Condé, Louis II de Bourbon

Condé, Louis II de Bourbon

 

Born Sept. 8, 1621, in Paris; died Dec. 11, 1686, in Fontainebleau. French military leader.

Until 1646, when his father died, condé was duke of Enghien; afterward he became prince of Conde. During the Thirty Years’ War of 1618–48, the French troops under his command won a brilliant victory over the Spanish at Rocroi (1643). His further victories at Freiburg, Nordlingen (1644—45, with Turenne), Dunkerque (1646), and Lens (1648) hastened the conclusion of a peace treaty advantageous to France in Westphalia (1648). At the start of the Fronde, condé commanded the government troops laying siege to Paris (1649); later, he headed the feudal opposition and tried to seize power. In 1650 he was arrested.

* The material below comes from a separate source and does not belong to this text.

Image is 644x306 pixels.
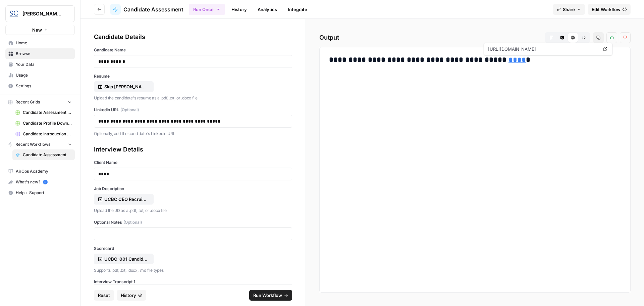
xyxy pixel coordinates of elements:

After he was freed in 1651, he became the head of the Fronde of the Princes. He was defeated outside Paris in 1652 in a battle against Turenne’s troops. At the conclusion of the Fronde he fled to the Netherlands and was appointed commander in chief of the Spanish Army, with which he ravaged northern France from 1653 to 1658. In 1660 he returned to France. In 1668, during the War of Devolution, Condé captured the Franche-Comté within two weeks. From 1672 to 1675 he successfully led the military operations in France’s war with Holland (1672–78). Contemporaries nicknamed him the Great Condé.

REFERENCES

Malo, H. Le Grand Conde. Paris, 1937.
Mongredien, G. Le Grand Conde. Paris, 1959.